2,300-Year-Old Burials Discovered in Southern Greece

2,300-Year-Old Burials Discovered in Southern Greece

2,300-Year-Old Burials Discovered in Southern Greece

2,300-Year-Old Burials Discovered in Southern Greece

According to a Keep Talking Greece report, Greece’s Ministry of Culture and Sports announced the discovery of eight burials dated to the late fourth through the second century B.C. during rescue excavations on private land in southern Greece.

A recent rescue excavation by the Ephorate of Antiquities of Ilia on a privately owned land plot at the location “Droubes or Paliabela” within the Municipality of Ilida, the Regional Unit of Ilia.

According to the preliminary examination of the offerings, the tombs are dated from the end of the 4th to the 2nd century BC.

Three burial pits, four box-shaped ones and a tiled tomb roof tomb were found.

These tombs are part of the western necropolis of the ancient city of Ilida, from which more than 200 tombs dating to the late classical and Hellenistic period have been excavated to date.

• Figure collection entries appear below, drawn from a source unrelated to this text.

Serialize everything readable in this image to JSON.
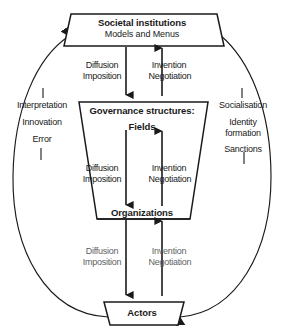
{
  "diagram": {
    "type": "cycle-diagram",
    "boxes": [
      {
        "id": "societal-institutions",
        "title": "Societal institutions",
        "subtitle": "Models and Menus",
        "shape": "trapezoid-wide-bottom"
      },
      {
        "id": "governance-structures",
        "title": "Governance structures:",
        "subtitle": "Fields",
        "shape": "inverted-trapezoid"
      },
      {
        "id": "organizations",
        "title": "Organizations",
        "subtitle": "",
        "shape": "trapezoid-base"
      },
      {
        "id": "actors",
        "title": "Actors",
        "subtitle": "",
        "shape": "trapezoid-wide-top"
      }
    ],
    "flow_groups": [
      {
        "id": "flow-top",
        "from": "societal-institutions",
        "to": "governance-structures",
        "down_line1": "Diffusion",
        "down_line2": "Imposition",
        "up_line1": "Invention",
        "up_line2": "Negotiation"
      },
      {
        "id": "flow-middle",
        "from": "governance-structures",
        "to": "organizations",
        "down_line1": "Diffusion",
        "down_line2": "Imposition",
        "up_line1": "Invention",
        "up_line2": "Negotiation"
      },
      {
        "id": "flow-bottom",
        "from": "organizations",
        "to": "actors",
        "down_line1": "Diffusion",
        "down_line2": "Imposition",
        "up_line1": "Invention",
        "up_line2": "Negotiation"
      }
    ],
    "side_labels": {
      "left": {
        "id": "upward-loop-label",
        "line1": "Interpretation",
        "line2": "Innovation",
        "line3": "Error"
      },
      "right": {
        "id": "downward-loop-label",
        "line1": "Socialisation",
        "line2": "Identity",
        "line3": "formation",
        "line4": "Sanctions"
      }
    },
    "colors": {
      "stroke": "#1a1a1a",
      "fill": "#ffffff",
      "text": "#1a1a1a",
      "faded_text": "#5f5f63",
      "background": "#ffffff"
    }
  }
}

“Particularly important are the findings of burial pit 1, including a bronze urn with its base, which has a floral decoration on the handles and lion heads at the junction of the handles with the rim and a bronze folding mirror,” the Ministry said.

From the first assessment of the offerings, the burial pit dates to the end of the 4th to the beginning of the 3rd century BC.

Apart from a large number of vessels from the Hellenistic period, mainly from the findings of the other tombs, a marble tombstone with a gabled crown stands out”, the Culture Ministry said.